888: Return in the Ordinary
By Dara Laine
You always were our magpie—
a feather from a red-tailed hawk found in the hay field,
glass Coke bottles dug from garden beds,
pins, rings, small red dice (three),
books pushed onto dressers
and bedside tables,
a splinter of the boardwalk in Asbury—
the one I once fell through,
sea glass, rubbed smooth—especially the blues—
your hands always full of what I’d one day miss.
The curator of our museum of ordinary things—
gathered and kept because you saw their shine.
I keep checking the living room shelf, my dresser top,
the quiet places where your small spells lived—
the corner by the sunflower cookie jar, under your fez,
where your totems used to gather,
where I still look
for something new to appear.
I haven’t wanted anything.
Not anything I could ask for and hope to receive.

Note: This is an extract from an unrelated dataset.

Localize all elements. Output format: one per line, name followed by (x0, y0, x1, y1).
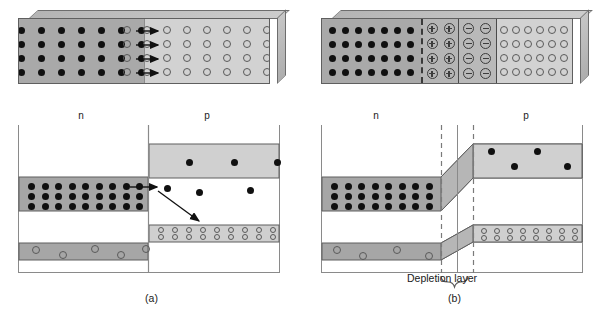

But the night before the service,
I asked Mom if we had dark roast.
She said no.
But the next morning—just one.
Top of the stack. The kind you’d bring
if you still could.
Sometimes even now I say your name aloud
just to see what appears.
Not signs. Something softer—
memories, dreams, a wish.
Not superstition. Not proof.
A dare. My eyes narrow,
searching for a gleam.
Or a return.​​​
Dara Laine (she/her) is a poet and evaluator based in Baltimore, originally from a hay farm in New Jersey. She returned to poetry after the sudden death of her father. Her work explores grief, memory, and the sacred ordinary through restrained lyricism, domestic detail, and spiritual undercurrents.